The New Zealand apple industry, which exports more than 80 percent of its crop, is trying to turn attention from the long distance it ships the fruit to the low-input methods used to produce it.

Last year, researchers at Lincoln University in New Zealand issued a report in which they concluded that "food miles" was too simplistic a concept. To consider only the distance food travels was spurious, they said, as it did not consider the energy used in production.

The report compares the energy use and carbon dioxide emissions associated with producing agricultural products in New Zealand and in Europe. In the case of apples, the researchers found that producing apples in New Zealand was more energy efficient, despite the longer distance they were shipped to market. A big factor was yield efficiency, with the average yield in New Zealand estimated at 50 tons per hectare (equivalent to 50 bins per acre) compared with only 14 tons per hectare in the United Kingdom.
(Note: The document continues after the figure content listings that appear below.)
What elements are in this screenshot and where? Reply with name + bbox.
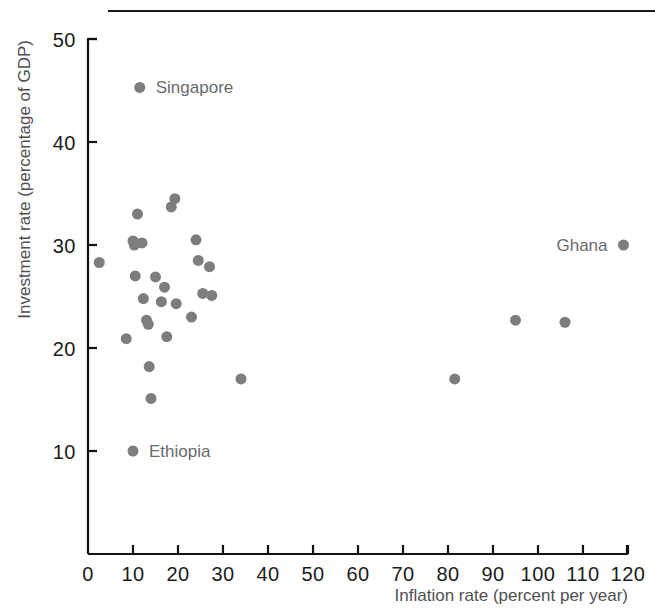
x-tick-label: 40 (256, 563, 279, 585)
data-point-label-ethiopia: Ethiopia (149, 442, 211, 461)
data-point (94, 257, 105, 268)
data-point (161, 331, 172, 342)
data-point (121, 333, 132, 344)
y-axis-title: Investment rate (percentage of GDP) (15, 40, 34, 319)
data-point (144, 361, 155, 372)
data-point (156, 296, 167, 307)
data-point (510, 315, 521, 326)
data-point (137, 237, 148, 248)
data-point (138, 293, 149, 304)
x-tick-label: 70 (391, 563, 414, 585)
data-point-label-singapore: Singapore (156, 78, 234, 97)
data-point (206, 290, 217, 301)
data-point-ethiopia (128, 446, 139, 457)
data-point (146, 393, 157, 404)
data-point (204, 261, 215, 272)
data-points-layer: EthiopiaSingaporeGhana (94, 78, 629, 461)
data-point (130, 270, 141, 281)
x-tick-label: 30 (211, 563, 234, 585)
data-point-singapore (134, 82, 145, 93)
data-point (186, 312, 197, 323)
y-tick-label: 50 (53, 29, 76, 51)
data-point (191, 234, 202, 245)
x-tick-label: 80 (436, 563, 459, 585)
x-axis-title: Inflation rate (percent per year) (395, 586, 628, 605)
x-tick-label: 110 (566, 563, 599, 585)
chart-canvas: 1020304050 0102030405060708090100110120 … (0, 0, 655, 616)
data-point (449, 373, 460, 384)
y-tick-label: 10 (53, 441, 76, 463)
y-tick-label: 30 (53, 235, 76, 257)
data-point (159, 282, 170, 293)
data-point (150, 271, 161, 282)
y-tick-label: 40 (53, 132, 76, 154)
y-tick-label: 20 (53, 338, 76, 360)
data-point (143, 319, 154, 330)
data-point (171, 298, 182, 309)
x-tick-label: 60 (346, 563, 369, 585)
x-tick-label: 20 (166, 563, 189, 585)
data-point (132, 209, 143, 220)
x-tick-label: 10 (121, 563, 144, 585)
data-point (169, 193, 180, 204)
x-tick-label: 100 (521, 563, 556, 585)
scatter-chart-figure: 1020304050 0102030405060708090100110120 … (0, 0, 655, 616)
data-point (193, 255, 204, 266)
y-axis-ticks: 1020304050 (53, 29, 97, 463)
data-point (560, 317, 571, 328)
x-axis-ticks: 0102030405060708090100110120 (82, 545, 645, 585)
data-point-label-ghana: Ghana (556, 236, 608, 255)
data-point (236, 373, 247, 384)
x-tick-label: 0 (82, 563, 94, 585)
x-tick-label: 120 (611, 563, 646, 585)
x-tick-label: 50 (301, 563, 324, 585)
x-tick-label: 90 (481, 563, 504, 585)
data-point-ghana (618, 240, 629, 251)
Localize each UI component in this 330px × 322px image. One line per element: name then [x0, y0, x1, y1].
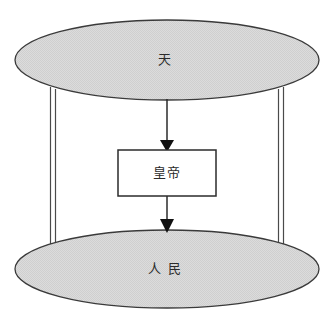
arrow-heaven-to-emperor [160, 99, 174, 152]
arrow-emperor-to-people [160, 196, 174, 233]
node-people-ellipse [15, 230, 319, 308]
node-emperor-box [118, 150, 216, 196]
diagram-canvas: 天 皇帝 人 民 [0, 0, 330, 322]
connector-right-double-line [279, 87, 284, 246]
diagram-graphics [0, 0, 330, 322]
node-heaven-ellipse [15, 20, 319, 100]
connector-left-double-line [51, 87, 56, 246]
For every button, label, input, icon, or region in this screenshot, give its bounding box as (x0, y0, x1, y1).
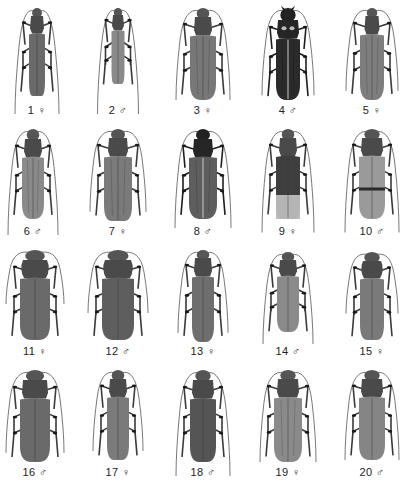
specimen-label: 18♂ (163, 466, 243, 478)
beetle-male-icon (332, 368, 408, 478)
specimen-16: 16♂ (0, 0, 75, 490)
specimen-number: 20 (360, 466, 373, 478)
female-symbol-icon: ♀ (122, 466, 131, 478)
specimen-plate: 1♀2♂3♀4♂5♀6♂7♀8♂9♀10♂11♀12♂13♀14♂15♀16♂1… (0, 0, 408, 490)
specimen-number: 19 (276, 466, 289, 478)
specimen-19: 19♀ (248, 0, 328, 490)
male-symbol-icon: ♂ (376, 466, 385, 478)
male-symbol-icon: ♂ (39, 466, 48, 478)
beetle-female-icon (248, 368, 328, 478)
specimen-20: 20♂ (332, 0, 408, 490)
beetle-male-icon (0, 368, 75, 478)
specimen-17: 17♀ (78, 0, 158, 490)
specimen-number: 18 (191, 466, 204, 478)
female-symbol-icon: ♀ (292, 466, 301, 478)
beetle-female-icon (78, 368, 158, 478)
specimen-label: 20♂ (332, 466, 408, 478)
specimen-label: 16♂ (0, 466, 75, 478)
beetle-male-icon (163, 368, 243, 478)
specimen-number: 16 (23, 466, 36, 478)
specimen-label: 19♀ (248, 466, 328, 478)
specimen-label: 17♀ (78, 466, 158, 478)
specimen-18: 18♂ (163, 0, 243, 490)
specimen-number: 17 (106, 466, 119, 478)
male-symbol-icon: ♂ (207, 466, 216, 478)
Earnscy Weaver, a horticultural consultant in New Zealand, said that the fruit industry there is trying to educate people on the other side of the world who buy the apples that the issue should be the total carbon footprint, rather than food miles. He said the report has raised the issue to another level, which should be to the growers’ advantage.

Even though the efficiency of tree fruit production in New Zealand compares very favorably already, growers can’t be complacent, he said. The goal of all New Zealand tree fruit producers is to become carbon neutral, he said. There will need to be some benchmarks and some accounting method for carbon credits, based not just on direct inputs but indirect inputs and outputs, he said. It might require third-party verification, as is done for EurepGAP certification, for example.

"You’ve got to go with it," he said. "Some of us see it as a trading advantage, so we’re prepared to go over the hurdles and do it. Other guys are going to say, ‘It’s too hard. I’m not going to do it,’ and that shakes it out."

Pressure

Hugh Dendy, who has cherry orchards in both New Zealand and Canada, thinks retailers see the food miles issue as a marketing device and a way to put pressure on their suppliers. However, he doesn’t expect the issue will affect the cherry industry, unless the fruit is airfreighted, because cherries are produced with relatively low inputs, are a luxury product, and are not produced in high volumes. "I think it will affect apples more than cherries," he said.

He noted that the carbon footprint for shipping fruit by sea from New Zealand to the United Kingdom is probably less than for shipping the same fruit from the south of France, and said he’d heard that the way foods are cooked can have a greater carbon impact than transportation. An environmental economics blog claims that not putting a lid on the pan when cooking potatoes can make more of a difference than how they were farmed, or whether they were produced locally or not.

Kyle Mathison, a cherry grower and partner at Stemilt Growers, Inc., Wenatchee, Washington, told the Washington State Fruit Commission board members that Washington producers would like a report to be compiled comparing the carbon footprint of Washington and other growing areas. In Washington, electricity comes from hydropower, and yields are comparatively high, he pointed out.

"Wal-Mart says, ‘You’re at a 2,000 to 3,000-mile disadvantage compared to eastern apples.’ We’ve got to be somewhat competitive," Mathison said. "We can’t eat all these cherries in this state, and if people are going to look at food miles and carbon footprints, we have to have some data that says we’re responsible."

David Granatstein, sustainable agriculture specialist at Washington State University, said that in fruit production, there’s a positive side to the balance sheet when calculating the carbon footprint. All those 242,000 acres of fruit trees in Washington State are taking carbon from the atmosphere and storing it.

Carbon dioxide

Dr. Alan Lakso, pomologist at Cornell University’s New York Agricultural Experiment Station, estimates that an acre of apples absorbs between 10 and 15 tons of carbon dioxide annually, with New York orchards being on the low end, New Zealand orchards on the high end, and Washington in between at around 13 tons per acre. For each molecule of carbon dioxide taken up by the tree, one molecule of oxygen is given off. These estimates are for the trees only, which Lakso estimates capture only about 50 percent of the sunlight. Weed and cover crops would contribute a similar amount.

However, Granatstein said a legitimate calculation of the carbon footprint would need to take into account the entire lifecycle of the tree.

"What happens when you remove an orchard and till it up?" he asked.

If the trees are ripped out and burned, the accumulated carbon goes back into the atmosphere. If, on the other hand, the trees are chipped and the chips burned to produce power instead of burning coal, then there’s a carbon offset. Orchards also have a desirable cooling effect. Lakso estimates that during the growing season the cooling effect of an acre of apple trees can be equivalent to about 175 to 200 1,000-BTU air conditioners running continuously day and night. Other plants in the orchard alleyways will add to this effect.